The Marginal Value of Adaptive Gradient Methods in Machine Learning

Adaptive optimization methods, which perform local optimization with a metric constructed from the history of iterates, are becoming increasingly popular for training deep neural networks. Examples include AdaGrad, RMSProp, and Adam. We show that for simple overparameterized problems, adaptive methods often find drastically different solutions than gradient descent (GD) or stochastic gradient descent (SGD). We construct an illustrative binary classification problem where the data is linearly separable, GD and SGD achieve zero test error, and AdaGrad, Adam, and RMSProp attain test errors arbitrarily close to half. We additionally study the empirical generalization capability of adaptive methods on several state-of-the-art deep learning models. We observe that the solutions found by adaptive methods generalize worse (often significantly worse) than SGD, even when these solutions have better training performance. These results suggest that practitioners should reconsider the use of adaptive methods to train neural networks.

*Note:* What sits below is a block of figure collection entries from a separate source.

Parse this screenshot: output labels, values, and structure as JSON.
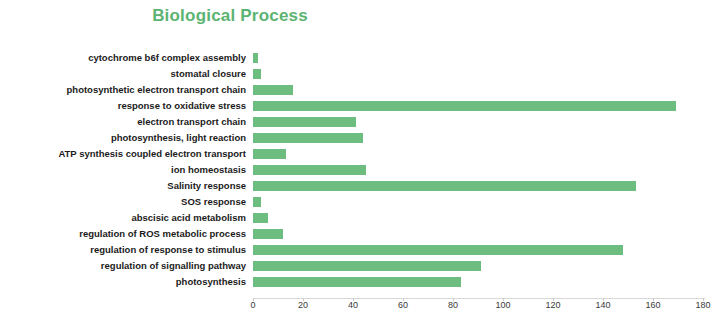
{
  "chart_data": {
    "type": "bar",
    "orientation": "horizontal",
    "title": "Biological Process",
    "xlabel": "",
    "ylabel": "",
    "xlim": [
      0,
      180
    ],
    "xticks": [
      0,
      20,
      40,
      60,
      80,
      100,
      120,
      140,
      160,
      180
    ],
    "grid": false,
    "legend": false,
    "bar_color": "#6cbd7f",
    "title_color": "#5cb472",
    "categories": [
      "cytochrome b6f complex assembly",
      "stomatal closure",
      "photosynthetic electron transport chain",
      "response to oxidative stress",
      "electron transport chain",
      "photosynthesis, light reaction",
      "ATP synthesis coupled electron transport",
      "ion homeostasis",
      "Salinity response",
      "SOS response",
      "abscisic acid metabolism",
      "regulation of ROS metabolic process",
      "regulation of response to stimulus",
      "regulation of signalling pathway",
      "photosynthesis"
    ],
    "values": [
      2,
      3,
      16,
      169,
      41,
      44,
      13,
      45,
      153,
      3,
      6,
      12,
      148,
      91,
      83
    ]
  }
}
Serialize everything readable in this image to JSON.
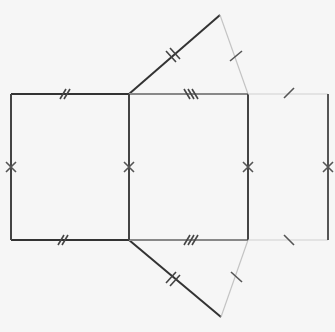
{
  "diagram": {
    "colors": {
      "background": "#f6f6f6",
      "dark_edge": "#333333",
      "mid_edge": "#777777",
      "light_edge": "#bdbdbd"
    },
    "faces": [
      {
        "name": "left-rectangle",
        "points": [
          [
            11,
            94
          ],
          [
            129,
            94
          ],
          [
            129,
            240
          ],
          [
            11,
            240
          ]
        ]
      },
      {
        "name": "middle-rectangle",
        "points": [
          [
            129,
            94
          ],
          [
            248,
            94
          ],
          [
            248,
            240
          ],
          [
            129,
            240
          ]
        ]
      },
      {
        "name": "right-rectangle",
        "points": [
          [
            248,
            94
          ],
          [
            328,
            94
          ],
          [
            328,
            240
          ],
          [
            248,
            240
          ]
        ]
      },
      {
        "name": "top-triangle",
        "points": [
          [
            129,
            94
          ],
          [
            220,
            15
          ],
          [
            248,
            94
          ]
        ]
      },
      {
        "name": "bottom-triangle",
        "points": [
          [
            129,
            240
          ],
          [
            221,
            317
          ],
          [
            248,
            240
          ]
        ]
      }
    ],
    "tick_marks": {
      "single": "side type A (1 tick)",
      "double": "side type B (2 ticks)",
      "triple": "side type C (3 ticks)",
      "cross": "height (x mark)"
    }
  }
}
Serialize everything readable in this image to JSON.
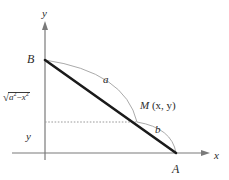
{
  "figure": {
    "type": "geometry-diagram",
    "axes": {
      "x_label": "x",
      "y_label": "y",
      "origin_label": ""
    },
    "points": [
      {
        "name": "B",
        "label": "B",
        "x": 45,
        "y": 60
      },
      {
        "name": "M",
        "label_var": "M",
        "label_coords": "(x, y)",
        "x": 137,
        "y": 122
      },
      {
        "name": "A",
        "label": "A",
        "x": 176,
        "y": 153
      }
    ],
    "segments": [
      {
        "name": "ladder",
        "from": "B",
        "to": "A",
        "style": "thick-solid"
      }
    ],
    "arcs": [
      {
        "name": "arc-a",
        "label": "a",
        "from": "B",
        "to": "M",
        "style": "thin-solid"
      },
      {
        "name": "arc-b",
        "label": "b",
        "from": "M",
        "to": "A",
        "style": "thin-solid"
      }
    ],
    "guides": [
      {
        "name": "height-guide",
        "style": "dotted",
        "from_x": 45,
        "to_x": 137,
        "y": 122
      }
    ],
    "labels": {
      "sqrt_radicand": "a",
      "sqrt_exponent_1": "2",
      "sqrt_minus": "−",
      "sqrt_var_2": "x",
      "sqrt_exponent_2": "2",
      "side_y": "y",
      "arc_a": "a",
      "arc_b": "b",
      "point_b": "B",
      "point_a": "A",
      "point_m_var": "M",
      "point_m_coords": "(x, y)"
    },
    "colors": {
      "axis": "#7a7a7a",
      "segment": "#1a1a1a",
      "arc": "#9a9a9a",
      "guide": "#9a9a9a",
      "text": "#2b2b2b",
      "background": "#ffffff"
    }
  }
}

[1]  Geoffrey E. Hinton,et al.  On the importance of initialization and momentum in deep learning , 2013, ICML.

[2]  Jürgen Schmidhuber,et al.  Flat Minima , 1997, Neural Computation.

[3]  Alexei A. Efros,et al.  Image-to-Image Translation with Conditional Adversarial Networks , 2016, 2017 IEEE Conference on Computer Vision and Pattern Recognition (CVPR).

[4]  Jorge Nocedal,et al.  On Large-Batch Training for Deep Learning: Generalization Gap and Sharp Minima , 2016, ICLR.

[5]  Y. Yao,et al.  On Early Stopping in Gradient Descent Learning , 2007 .

[6]  Beatrice Santorini,et al.  Building a Large Annotated Corpus of English: The Penn Treebank , 1993, CL.

[7]  Yuval Tassa,et al.  Continuous control with deep reinforcement learning , 2015, ICLR.

[8]  Eugene Charniak,et al.  Parsing as Language Modeling , 2016, EMNLP.

[9]  Matthew J. Streeter,et al.  Adaptive Bound Optimization for Online Convex Optimization , 2010, COLT 2010.

[10]  Ryota Tomioka,et al.  In Search of the Real Inductive Bias: On the Role of Implicit Regularization in Deep Learning , 2014, ICLR.

[11]  Yoram Singer,et al.  Train faster, generalize better: Stability of stochastic gradient descent , 2015, ICML.

[12]  Jimmy Ba,et al.  Adam: A Method for Stochastic Optimization , 2014, ICLR.

[13]  Bernt Schiele,et al.  Generative Adversarial Text to Image Synthesis , 2016, ICML.

[14]  Sergey Ioffe,et al.  Rethinking the Inception Architecture for Computer Vision , 2015, 2016 IEEE Conference on Computer Vision and Pattern Recognition (CVPR).

[15]  Matus Telgarsky,et al.  Non-convex learning via Stochastic Gradient Langevin Dynamics: a nonasymptotic analysis , 2017, COLT.

[16]  James Cross,et al.  Span-Based Constituency Parsing with a Structure-Label System and Provably Optimal Dynamic Oracles , 2016, EMNLP.

[17]  Mikhail Belkin,et al.  Diving into the shallows: a computational perspective on large-scale shallow learning , 2017, NIPS.

[18]  Ruslan Salakhutdinov,et al.  Path-SGD: Path-Normalized Optimization in Deep Neural Networks , 2015, NIPS.

[19]  Yoram Singer,et al.  Adaptive Subgradient Methods for Online Learning and Stochastic Optimization , 2011, J. Mach. Learn. Res..

[20]  Alex Graves,et al.  Asynchronous Methods for Deep Reinforcement Learning , 2016, ICML.